The government's first witness, Tracy Stone-Manning, testified that she was shocked to read a letter given to her by Blount on the steps of the University of Montana's Rankin Hall environmental studies building in April 1989.
''I hadn't known this had happened,'' said Stone-Manning, who was an environmental studies graduate student and now heads the Five Valleys Land Trust. ''It was news to me.''
She said she retyped the letter correcting spelling errors and deleting some profanity then sent it to the Forest Service, as Blount had requested.
A Forest Service supervisor at Orofino received a letter in April 1989 warning that 500 pounds of bridge spikes had been driven into trees to prevent loggers or sawmills from cutting them.

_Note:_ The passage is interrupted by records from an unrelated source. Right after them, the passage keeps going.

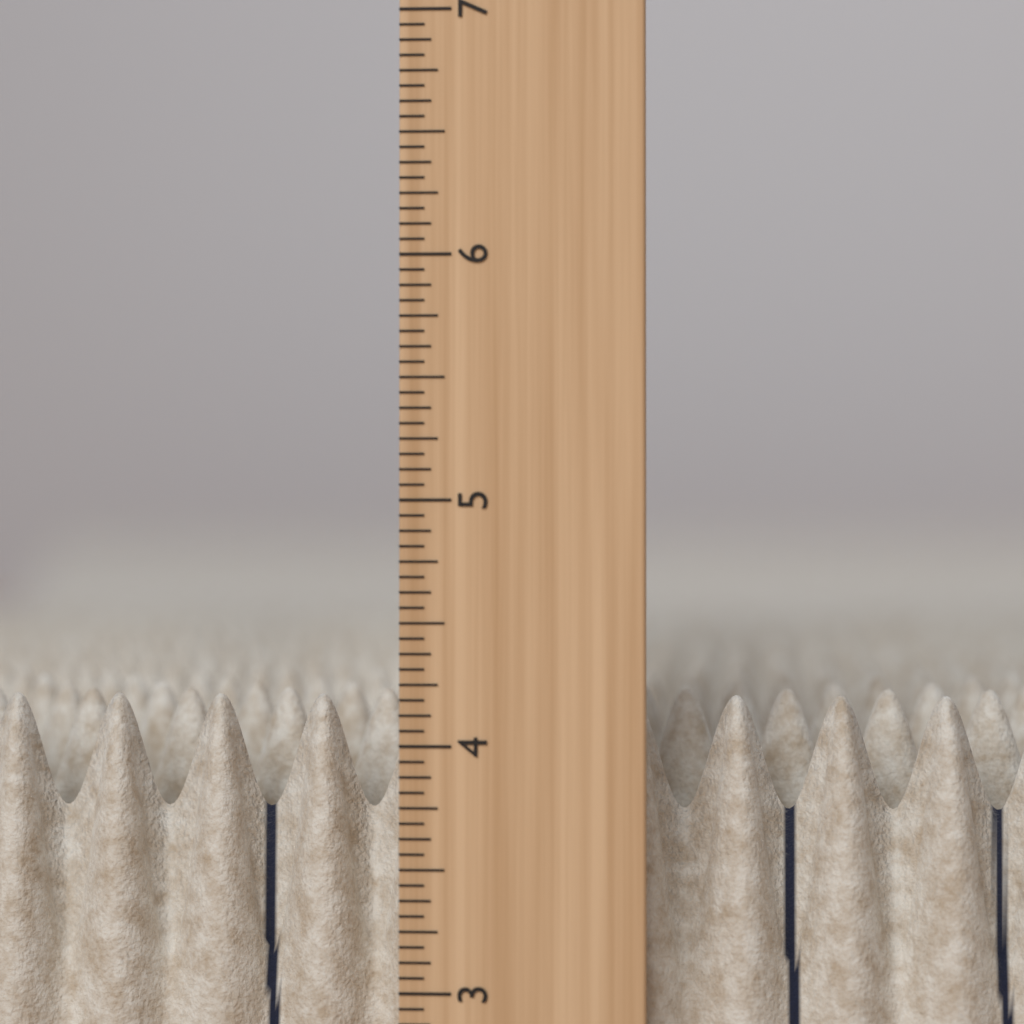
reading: 4.1875 in
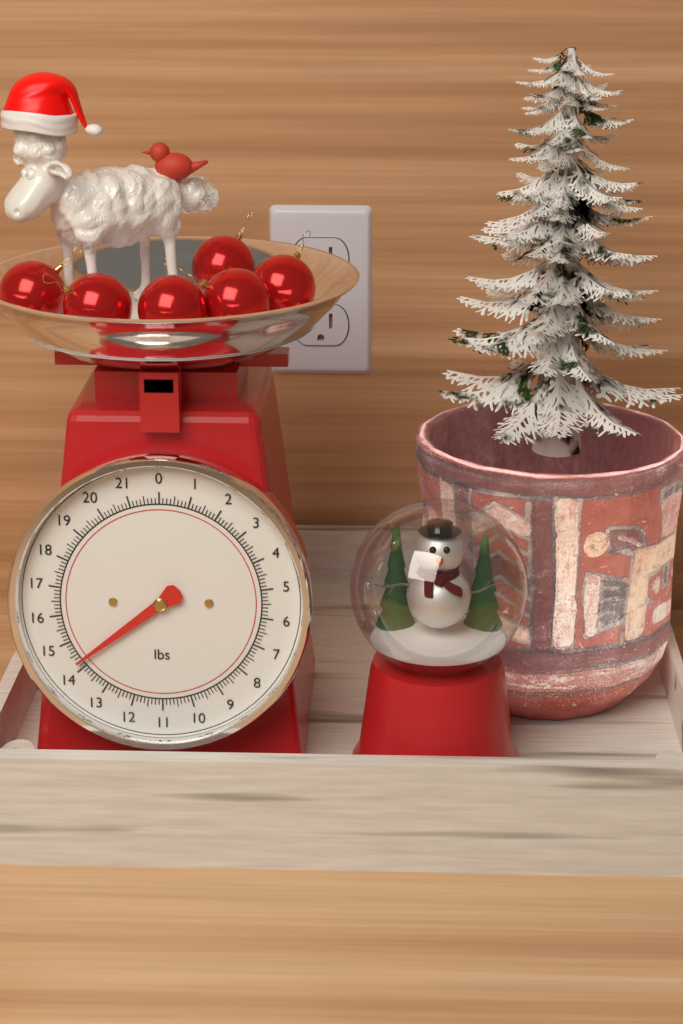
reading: 14.250 lbs
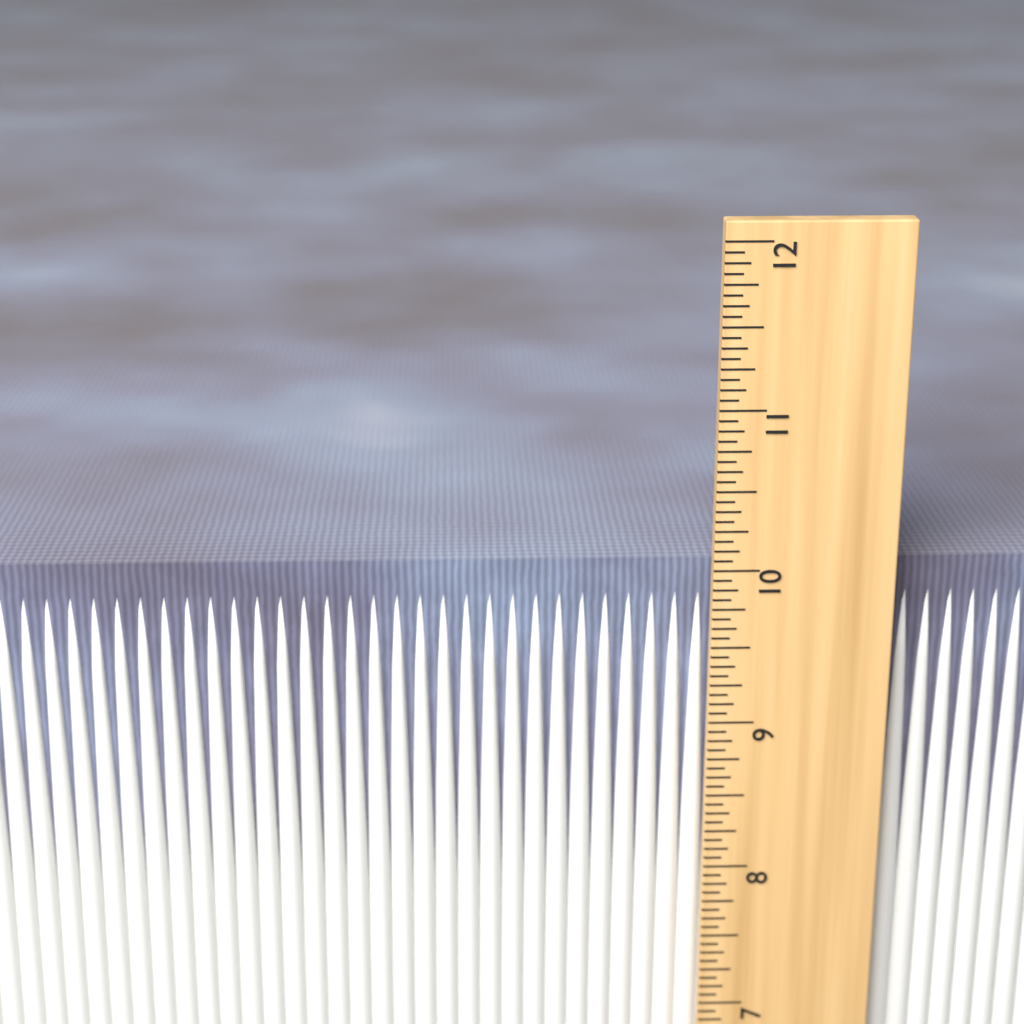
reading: 10.0000 in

Blount, Stone-Manning and others lived for varying periods of time at a residence called Sherwood House, where they became involved in protests against environmental and forest policies in an activist group called Earth First, she said.
Stone-Manning was granted immunity from prosecution for her testimony after coming forward last year after Blount was arrested in Colorado in a domestic dispute with a former girlfriend, Guenevere Lilburn, who also will testify, assistant U.S. attorney George Breitsameter said.
Two others who participated in the spiking raids have pleaded guilty to lesser charges and agreed to testify.
Arvid E. Hartley and Neil K. McLain pleaded guilty to misdemeanor charges June 3 of spiking trees with the intent to hinder a timber sale.
They are scheduled to be sentenced Aug. 5 in Missoula, Mont.